Like so many children, I’d had a passion for painting during my school years, and for a time, when at middle school and lycée, I had used the Merhamet Apartments to paint “by myself,” even dreaming of becoming a painter one day. It was in those days that I’d first indulged in childish dreams of going to Paris to see all the paintings. From the 1950s until the early 1960s, there was not a single museum in Istanbul in which you could see paintings; there weren’t even any art books or catalogs that one could leaf through for pleasure. So neither Füsun nor I knew much about the art of painting. It was enough for us to enlarge black-and-white photographs of birds and other things and color them in.

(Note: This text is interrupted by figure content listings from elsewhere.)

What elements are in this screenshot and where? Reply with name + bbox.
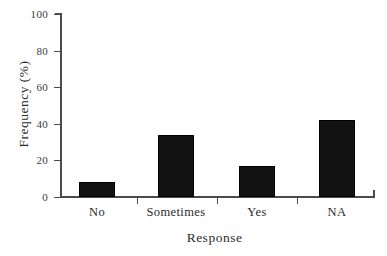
x-label-yes: Yes <box>217 206 297 220</box>
bar-yes <box>239 166 275 197</box>
y-tick-label-0: 0 <box>8 192 48 203</box>
y-tick-0 <box>54 197 61 198</box>
x-label-sometimes: Sometimes <box>136 206 216 220</box>
x-axis-title: Response <box>0 230 387 246</box>
bar-sometimes <box>158 135 194 197</box>
y-tick-60 <box>54 87 61 88</box>
y-tick-100 <box>54 14 61 15</box>
bar-na <box>319 120 355 197</box>
x-label-no: No <box>57 206 137 220</box>
x-axis-right-cap <box>373 190 375 197</box>
y-axis-line <box>60 13 62 198</box>
y-tick-80 <box>54 51 61 52</box>
x-tick-1 <box>137 198 138 204</box>
x-tick-2 <box>217 198 218 204</box>
y-tick-40 <box>54 124 61 125</box>
bar-chart-figure: 0 20 40 60 80 100 No Sometimes Yes NA Re… <box>0 0 387 256</box>
y-axis-title: Frequency (%) <box>16 29 32 179</box>
x-tick-3 <box>297 198 298 204</box>
y-tick-20 <box>54 160 61 161</box>
bar-no <box>79 182 115 197</box>
y-tick-label-100: 100 <box>8 9 48 20</box>
x-label-na: NA <box>297 206 377 220</box>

As one visit to the Keskins’ followed another, the streets of Istanbul, the world beyond the house, took on an eerie cast. To look at Füsun’s paintings, to witness their slow progress, poring over the photographs of Istanbul ’s birds that Feridun had taken for her, and musing in hushed voices about which she should paint next-the hawk, the dove, or the swallow-this intimation of security, continuity, and the pleasures of home seemed to fix things for all eternity. It lifted up my heart to behold that we lived in a universe both simple and good. The peace I felt came from the place, the room, our mood, and what we saw around us; it came from Füsun’s slow progress painting birds, and the brick red dye in the Uşak carpet on the floor, the pieces of cloth, the buttons, the old newspapers, Tarık Bey’s reading glasses, the ashtrays, and Aunt Nesibe’s knitting-in my mind they were all one piece. I would inhale the room’s fragrance, and later, back in the Merhamet Apartments, the thimble or button or spool I’d pocketed before leaving would help me remember all this, and so prolong my happiness.